When looking for damage to skin and reproductive health, as well as stress and immune responses, researchers didn't find anything too significant. "The fish are in good enough condition to continue on their journey," said Alison Colotelo, a senior research scientist at PNNL who studies the Salmon Cannon. "There are some impacts, but nothing that was alarming compared to how we normally move fish."
"It's an innovative technology that has lots of promise," Colotelo added.
PNNL performed studies in both 2014 and 2017, assessing how the fish fared when they were hand-loaded into the Whooshh system versus when a more advanced system autonomously sorted the fish before they entered the Salmon Cannon. In March, the lab also published a new evaluation of the Salmon Cannon, finding that the latest Salmon Cannon system is a "fish-friendlier and more flexible option" for dam operators.
LaBorde, when working on salmon policy for the state of Washington, saw that the Whooshh system reduced the impact of moving fish compared to trap and haul.
"[Whooshh] completely reduced the stress on fish," LaBorde said. "It was an awesome technology."
Bryan, Whooshh's CEO, is quite confident in his salmon transport system. "We won’t take a scale off the fish," he said. He also cited 23 studies, performed by government labs, private labs, and the Yakama Nation, supporting that the fish passed safely through the system without unacceptable levels of stress.
But Bryan recognizes that the moniker "Salmon Cannon" can be quite misleading. The system is designed to be relatively gentle on fish, but "cannon" certainly doesn't imply gentle. "It belies the real DNA of the Whooshh systems," Bryan said, noting that HBO comedian John Oliver made the copyrighted term "Salmon Cannon" famous in 2014 on an episode of Last Week Tonightin which, in jest, they pretended to shoot salmon at famous people.
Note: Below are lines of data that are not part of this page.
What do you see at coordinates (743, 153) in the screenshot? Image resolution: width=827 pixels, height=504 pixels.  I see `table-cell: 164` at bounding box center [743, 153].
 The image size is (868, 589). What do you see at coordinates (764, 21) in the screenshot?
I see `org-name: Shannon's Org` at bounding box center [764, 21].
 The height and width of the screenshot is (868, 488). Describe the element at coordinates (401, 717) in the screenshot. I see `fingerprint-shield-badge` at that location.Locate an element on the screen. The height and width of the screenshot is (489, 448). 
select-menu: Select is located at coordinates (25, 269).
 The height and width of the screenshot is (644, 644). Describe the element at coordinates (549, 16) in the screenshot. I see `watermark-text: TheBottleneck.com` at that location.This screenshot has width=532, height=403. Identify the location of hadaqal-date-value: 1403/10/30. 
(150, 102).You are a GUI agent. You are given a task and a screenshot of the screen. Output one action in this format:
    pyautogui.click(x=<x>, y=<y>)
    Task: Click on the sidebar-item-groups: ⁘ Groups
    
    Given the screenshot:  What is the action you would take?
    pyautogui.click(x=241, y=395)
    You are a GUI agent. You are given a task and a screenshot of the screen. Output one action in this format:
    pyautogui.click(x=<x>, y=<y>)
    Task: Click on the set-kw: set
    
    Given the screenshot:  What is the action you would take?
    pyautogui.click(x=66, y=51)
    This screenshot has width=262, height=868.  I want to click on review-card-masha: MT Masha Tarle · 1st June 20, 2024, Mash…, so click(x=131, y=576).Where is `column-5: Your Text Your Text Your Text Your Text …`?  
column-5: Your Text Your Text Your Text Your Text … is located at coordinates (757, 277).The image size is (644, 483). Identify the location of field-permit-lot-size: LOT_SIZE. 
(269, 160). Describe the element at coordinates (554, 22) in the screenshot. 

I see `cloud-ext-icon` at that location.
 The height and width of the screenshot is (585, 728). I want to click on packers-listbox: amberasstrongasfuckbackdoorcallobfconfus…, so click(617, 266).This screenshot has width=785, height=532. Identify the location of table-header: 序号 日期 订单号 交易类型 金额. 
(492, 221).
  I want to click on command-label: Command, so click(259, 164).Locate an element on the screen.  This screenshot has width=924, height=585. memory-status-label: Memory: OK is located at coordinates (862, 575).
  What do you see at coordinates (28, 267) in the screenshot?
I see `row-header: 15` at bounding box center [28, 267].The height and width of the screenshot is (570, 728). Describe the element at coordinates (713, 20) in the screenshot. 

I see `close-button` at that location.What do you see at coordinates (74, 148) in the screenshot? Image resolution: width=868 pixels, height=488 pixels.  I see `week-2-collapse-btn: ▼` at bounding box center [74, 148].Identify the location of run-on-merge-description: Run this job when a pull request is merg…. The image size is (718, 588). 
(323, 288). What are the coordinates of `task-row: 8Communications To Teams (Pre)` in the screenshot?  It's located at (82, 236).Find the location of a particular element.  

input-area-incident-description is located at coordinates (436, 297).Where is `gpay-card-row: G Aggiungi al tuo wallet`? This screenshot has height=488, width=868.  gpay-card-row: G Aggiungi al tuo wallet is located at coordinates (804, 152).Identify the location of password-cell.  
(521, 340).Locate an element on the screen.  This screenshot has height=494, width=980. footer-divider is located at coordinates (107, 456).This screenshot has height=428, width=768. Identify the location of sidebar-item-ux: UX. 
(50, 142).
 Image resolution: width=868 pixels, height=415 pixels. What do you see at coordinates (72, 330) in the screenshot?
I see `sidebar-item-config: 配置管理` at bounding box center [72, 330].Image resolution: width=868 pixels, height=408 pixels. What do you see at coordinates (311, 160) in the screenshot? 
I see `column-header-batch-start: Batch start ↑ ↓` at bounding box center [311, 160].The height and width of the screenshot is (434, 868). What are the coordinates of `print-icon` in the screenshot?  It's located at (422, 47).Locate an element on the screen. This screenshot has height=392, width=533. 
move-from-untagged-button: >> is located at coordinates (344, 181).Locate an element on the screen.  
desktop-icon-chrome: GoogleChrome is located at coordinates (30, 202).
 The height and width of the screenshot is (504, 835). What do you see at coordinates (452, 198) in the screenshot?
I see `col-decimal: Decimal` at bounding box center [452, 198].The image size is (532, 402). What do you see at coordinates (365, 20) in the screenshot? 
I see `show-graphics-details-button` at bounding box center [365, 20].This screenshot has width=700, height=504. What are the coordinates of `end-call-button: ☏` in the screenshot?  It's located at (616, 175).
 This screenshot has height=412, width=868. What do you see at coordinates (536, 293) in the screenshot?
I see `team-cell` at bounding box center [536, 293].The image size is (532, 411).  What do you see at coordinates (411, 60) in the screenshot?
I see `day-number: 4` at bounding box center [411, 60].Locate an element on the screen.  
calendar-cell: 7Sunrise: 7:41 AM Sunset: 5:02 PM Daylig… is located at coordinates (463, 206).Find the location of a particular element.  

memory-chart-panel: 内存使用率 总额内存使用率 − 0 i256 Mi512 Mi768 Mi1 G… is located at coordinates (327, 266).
SEE ALSO: Sad remains of Iceland's first dead glacier seen in satellite imagesThe Salmon Cannon, while a proven method of transporting fish over dams or removing fish from hatcheries, certainly can't solve all the Pacific Northwest's salmon woes. Many salmon pathways are now blocked by roads or culverts. This is bad, because young salmon seek cooler water for survival, and many of their routes are blocked.
"Imagine that all of a sudden a fish has to jump up three feet to get into a stream," said the Wild Salmon Center's LaBorde. "There's no way a juvenile fish can do that."
"They will die in warm water," she added, noting that the center is aggressively seeking out places where salmon streams are blocked. "We're on a race to find and protect them."
There's an argument that technologies like the Salmon Cannon will invite more dams, and thus block more fish, because the cannon provides a way for fish to (unnaturally) surmount the great obstacles. "There are some people concerned that this opens up new ways to destroy habitat," noted LaBorde. But she sees it as a better way to move fish in a still heavily-dammed world.
Whooshh's Bryan doesn't take a position on whether more hydropower dams should come down, which would free fish. But Bryan does note that dams supply bounties of carbon-free energy. Either way, he said, "there are a lot of dams" and there will continue to be a lot of dams in the decades ahead until their power agreements or licenses run out. "Do we let the fish expire during that time?" he asked.
Next week, Whooshh plans to demonstrate the Salmon Cannon at the Chief Joseph Dam in Washington. The Upper Columbia United Tribes, made up of five native tribes, hope to reintroduce native salmon to this portion of the river — a river that once teemed with the fish. Some 80 years ago, the dams cut them off from the region. "Reintroduction of salmon will reconnect fish, people, and lands together — that is, restoring the health of the river and all life that depends on it," the tribes wrote.